Miss Stone Affair
The Miss Stone Affair (Bulgarian: Афера „Мис Стоун“, Macedonian: „Афера Мис Стон“) was the kidnapping of American Protestant missionary Ellen Maria Stone and her pregnant fellow missionary friend Katerina Stefanova–Tsilka by an Internal Macedonian-Adrianople Revolutionary Organization detachment led by the voivoda Yane Sandanski and the sub-voivodas Hristo Chernopeev and Krǎstyo Asenov on 21 August 1901. The two women were kidnapped somewhere between Bansko and Gorna Dzhumaya, then towns in the Ottoman Empire. Widely covered by the media at the time, the event has been often dubbed "America's first modern hostage crisis".
The goal of the kidnapping was to receive a heavy ransom and aid the financially struggling at the time IMARO. The detachment was pursued by the Ottoman authorities and by bands of the contending organization Supreme Macedonian Committee. Sometimes regarded as a case of the Stockholm syndrome (with the kidnappers even assisting Tsilka in giving birth to her daughter), the affair ended after intensive negotiations in early 1902, half a year after the kidnapping. IMARO was paid a ransom of 14,000 Turkish gold liras on 18 January 1902 in Bansko. The hostages were released on 2 February near Ustrumca, now in present-day Macedonia.
Further reading
- Пандев, Константин (1983). Аферата "Мис Стоун". Спомени, документи и материали (in Bulgarian). Мая Вапцарова. София: Издателство на Отечествения фронт. OCLC 10725712.
- Carpenter, Teresa (2003). The Miss Stone Affair: America's First Modern Hostage Crisis!. Simon & Schuster. ISBN 978-0-7432-0055-4.
- Some archive photos concerning the case.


Task to carry out >> Search the records for the word "button" and copy each line in which it appears.

Provided information >>
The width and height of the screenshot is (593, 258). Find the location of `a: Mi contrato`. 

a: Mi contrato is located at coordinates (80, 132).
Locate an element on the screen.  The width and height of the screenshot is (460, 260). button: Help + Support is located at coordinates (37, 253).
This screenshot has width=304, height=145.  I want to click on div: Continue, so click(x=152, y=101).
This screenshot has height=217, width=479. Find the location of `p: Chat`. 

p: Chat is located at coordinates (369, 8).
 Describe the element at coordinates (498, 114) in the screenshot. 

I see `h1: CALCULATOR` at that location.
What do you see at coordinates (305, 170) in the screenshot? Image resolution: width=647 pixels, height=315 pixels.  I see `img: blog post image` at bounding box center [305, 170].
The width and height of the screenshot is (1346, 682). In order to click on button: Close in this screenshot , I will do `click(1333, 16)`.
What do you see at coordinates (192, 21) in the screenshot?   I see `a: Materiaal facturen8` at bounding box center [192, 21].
---
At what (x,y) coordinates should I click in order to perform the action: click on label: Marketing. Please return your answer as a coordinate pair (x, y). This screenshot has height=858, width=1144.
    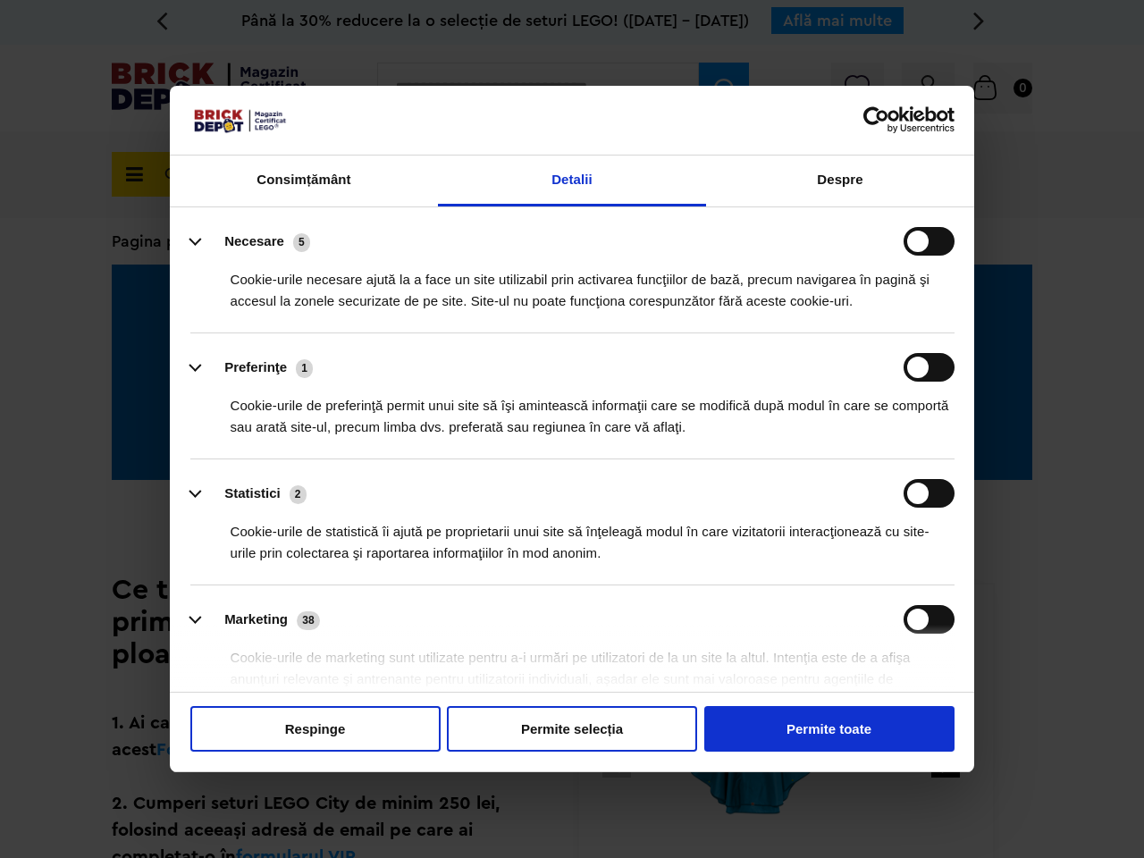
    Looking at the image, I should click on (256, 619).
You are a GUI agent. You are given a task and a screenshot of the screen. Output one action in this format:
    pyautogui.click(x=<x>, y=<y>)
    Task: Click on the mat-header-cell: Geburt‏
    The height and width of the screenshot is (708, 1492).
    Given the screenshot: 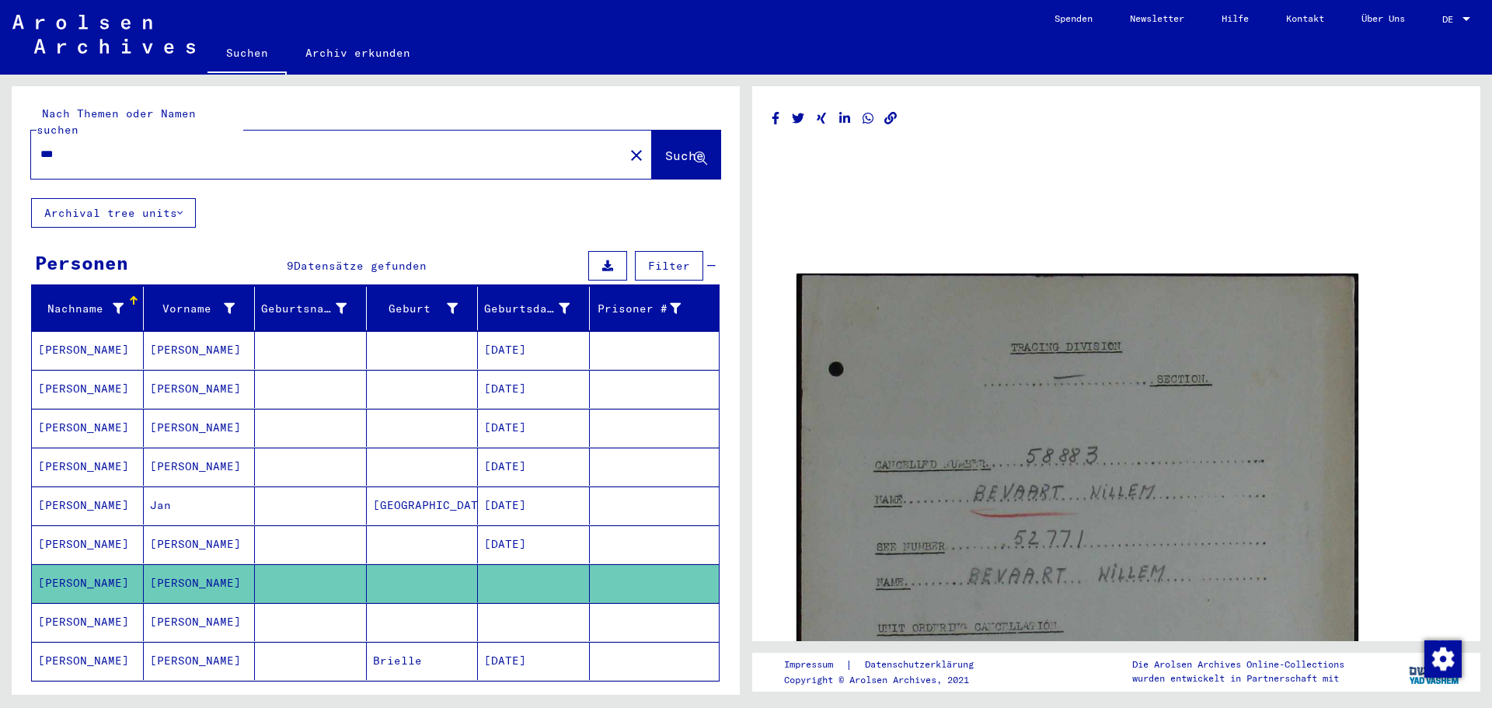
--
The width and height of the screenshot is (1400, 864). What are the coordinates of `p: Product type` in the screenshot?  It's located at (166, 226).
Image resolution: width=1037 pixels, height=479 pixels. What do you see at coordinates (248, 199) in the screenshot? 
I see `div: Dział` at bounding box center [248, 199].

Exercise answer >>
Locate an element on the screen.  The width and height of the screenshot is (460, 260). button: Help + Support is located at coordinates (37, 253).
The width and height of the screenshot is (1346, 682). In order to click on button: Close in this screenshot , I will do `click(1333, 16)`.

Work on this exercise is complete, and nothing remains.